Poachers target GPS elephants just five miles from Wills &Kate's safari lodge

Scottish conservationist Iain Douglas-Hamilton said the animals were fitted with collars over the last year by his charity,Save The Elephants.

He now fears that many more of the elephants who were not fitted with global positioning systems (GPS) could also have fallen victim to ivory poachers. He said:“We’ve uncovered a poaching crisis near Mount Kenya that we didn’t know about before.”

Mr Douglas-Hamilton said the mountain’s dense forest made it difficult for rangers to patrol and protect elephants which do not have GPS collars.

Save The Elephants official Lucy King said the charity suspects the rise in poaching in northern Kenya is linked to a surge in demand for ivory in Asia.

She said:“We’re seeing a lot of Chinese nationals caught in the airport in Kenya with ivory in their luggage. We have to assume the Chinese are involved at some level.”

Kenya has more than 30,000 elephants and poaching poses a long-term threat.

The first killing came in October,the same month William and Kate travelled to a safari lodge where they fished in a nearby pond and huddled up for chilly nights at high altitude. It’s not known publicly if the two saw any elephants on their trip,but one of the four poached animals died only five miles from their cabin,Ms King said.

An elephant named Marani was shot dead in October. A second was shot in February. Two others were killed last month;one was shot and the other died in a snare.

Mr Douglas-Hamilton described the torment of the snared elephant.

He said a team member hiked through thick mountain terrain and two gorges to find its starved corpse. He said:“She had been snared with a big rope round her leg and was tied to a tree.

“In her last days the elephant had thrashed around and flattened the vegetation,but he found her emaciated. She must have died of lack of food and water.”

Susie Weeks,who lives near the 17,057ft mountain where she works with The Mount Kenya Trust,said snaring and trapping was now “rife”in the area. She said ivory poaching only began on the mountain in 2009 but had steadily increased. “Although the snares seem to be laid for smaller game,such as buffalo,we find dead elephant calves in these brutal and indiscriminate traps,and amputated or snared calves wandering around with serious infections they cannot possibly survive,”she said.

Save the Elephants tracks the real-time movements of elephants it equips with GPS collars,and the animals’paths are traced on a special Google Earth mapping programme.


Which lines of the entries below include "Descarga"? List them all.

******************************

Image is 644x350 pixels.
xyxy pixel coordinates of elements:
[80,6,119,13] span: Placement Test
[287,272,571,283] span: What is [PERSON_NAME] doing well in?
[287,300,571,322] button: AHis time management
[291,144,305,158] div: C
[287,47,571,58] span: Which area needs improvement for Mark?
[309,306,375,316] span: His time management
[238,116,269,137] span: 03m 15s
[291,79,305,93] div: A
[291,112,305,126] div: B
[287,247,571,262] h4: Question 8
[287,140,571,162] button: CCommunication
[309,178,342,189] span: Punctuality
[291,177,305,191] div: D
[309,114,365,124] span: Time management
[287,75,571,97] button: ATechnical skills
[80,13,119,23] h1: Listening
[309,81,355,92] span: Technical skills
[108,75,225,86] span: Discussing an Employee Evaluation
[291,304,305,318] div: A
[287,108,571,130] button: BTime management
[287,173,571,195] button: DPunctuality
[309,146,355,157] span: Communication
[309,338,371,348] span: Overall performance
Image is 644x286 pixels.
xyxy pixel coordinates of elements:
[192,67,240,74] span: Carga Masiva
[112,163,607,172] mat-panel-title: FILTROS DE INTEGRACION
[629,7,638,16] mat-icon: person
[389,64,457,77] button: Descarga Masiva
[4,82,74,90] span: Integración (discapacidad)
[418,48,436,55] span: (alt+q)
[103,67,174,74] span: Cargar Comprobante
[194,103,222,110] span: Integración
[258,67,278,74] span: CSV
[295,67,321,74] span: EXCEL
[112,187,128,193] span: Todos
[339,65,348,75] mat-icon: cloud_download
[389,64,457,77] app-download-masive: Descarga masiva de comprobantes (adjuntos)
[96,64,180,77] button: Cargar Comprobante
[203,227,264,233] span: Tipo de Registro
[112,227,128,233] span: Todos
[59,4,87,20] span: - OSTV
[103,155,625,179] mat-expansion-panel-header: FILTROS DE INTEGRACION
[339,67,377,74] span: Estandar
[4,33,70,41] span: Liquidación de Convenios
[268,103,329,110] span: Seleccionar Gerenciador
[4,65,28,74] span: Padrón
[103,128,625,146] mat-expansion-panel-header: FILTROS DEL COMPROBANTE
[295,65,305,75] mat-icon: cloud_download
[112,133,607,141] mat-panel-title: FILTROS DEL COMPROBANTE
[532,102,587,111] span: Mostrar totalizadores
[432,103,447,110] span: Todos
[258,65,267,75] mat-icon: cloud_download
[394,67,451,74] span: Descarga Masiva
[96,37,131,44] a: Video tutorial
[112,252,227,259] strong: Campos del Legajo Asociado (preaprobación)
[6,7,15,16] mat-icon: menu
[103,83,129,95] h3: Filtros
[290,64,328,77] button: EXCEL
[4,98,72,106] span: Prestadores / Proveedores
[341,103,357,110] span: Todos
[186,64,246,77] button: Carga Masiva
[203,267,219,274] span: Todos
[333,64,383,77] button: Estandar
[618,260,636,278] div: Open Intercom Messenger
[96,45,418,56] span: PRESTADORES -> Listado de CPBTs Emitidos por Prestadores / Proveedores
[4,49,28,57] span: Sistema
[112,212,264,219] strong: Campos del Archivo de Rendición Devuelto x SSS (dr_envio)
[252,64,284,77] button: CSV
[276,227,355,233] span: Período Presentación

******************************

RESPONSE TO THIS EXERCISE:
[389,64,457,77] button: Descarga Masiva
[389,64,457,77] app-download-masive: Descarga masiva de comprobantes (adjuntos)
[394,67,451,74] span: Descarga Masiva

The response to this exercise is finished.